ABSTRACT
Nationwide interregional redistribution has recently become a salient political issue in several wealthy regions in Europe, to the point of becoming a powerful motivation for pursuing political independence. Catalonia is a case in point. Rather than focus on the core of the nationalist movement, the present ethnographic study approaches its margins: it examines how working-class second-generation immigrants from southern Spain living in Barcelona voice their disapproval of what they see as an unfair territorial redistribution within Spain that allows for generous social protection in their parents’ places of origin in the poor South at the expense of the hard-pressed workers in the productive North. The second generation’s critique of interregional redistribution is a way of denouncing economic hardships in the absence of an effective alternative discourse for explaining inequalities within Catalonia. However, rather than expressing some sort of welfare chauvinism following a nationalist Catalan–Spanish divide, these particular fiscal grievances can be better understood against the background of migratory memories and subjectivities, and particularly of the imagination concerning the urban–rural cleavage. Ultimately, this ethnographic case invites us to recognize multiple and embedded rationales of social sharing, which I attempt to encompass within the concept of the ‘moral community of redistribution’.
DISCLOSURE STATEMENT
No potential conflict of interest was reported by the author.
Notes
1 The gross domestic product (GDP) per capita for Catalonia, the fourth richest region in Spain, is 58% higher than Andalusia and 60% than Extremadura, the poorest regions.
2 In the third quarter of the 20th century, roughly 2 million people from the rest of Spain (mainly from the South) migrated to Catalonia. Coming from rural areas, most of them swelled the ranks of the Catalan urban working classes. Today, these people and their descendants make up almost half of the Catalan population.
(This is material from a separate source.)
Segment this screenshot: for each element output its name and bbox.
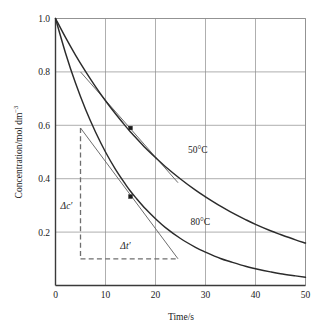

3 Since the 1980s, the Catalan ‘fiscal deficit’ vis-à-vis Spain has averaged between 3% and 9% of its GDP, depending on the method used (Dalle Mulle Citation2018, pp. 46–47).
4 A Spain-wide poll (Garmendia & León, Citation2022) shows that Catalan respondents are those who disagree the most (followed by Euskadi and Madrid, the richest regions) with the statement ‘the fiscal system should tax the richest regions to transfer resources to the poorest ones’.
5 As in all ethnographic fieldwork – especially when it is conducted in urban areas – random, fleeting encounters occur with people who are not aware of the researcher’s role. Although interactions of this sort provide valuable contextual information, in this article the informants who have been quoted verbatim (although their real names have been changed) are those who were aware of my role as a researcher and with whom I interacted either in conversations or in interviews.
6 Notwithstanding this perception, the PER unemployment regime is just one of the many particular sectorial unemployment programmes that exist in Spain, but probably the one with the most modest benefits: a monthly payment of scarcely over €400 for a maximum of six months issued to about 200,000 people in Andalusia and Extremadura.
7 See Hadjimichalis (Citation2018) for the role that cultural and geographical stereotypes about European southerners played at the EU level as a moral justification of austerity policies and how these same stereotypes were reproduced within southern countries in relation to their southern regions.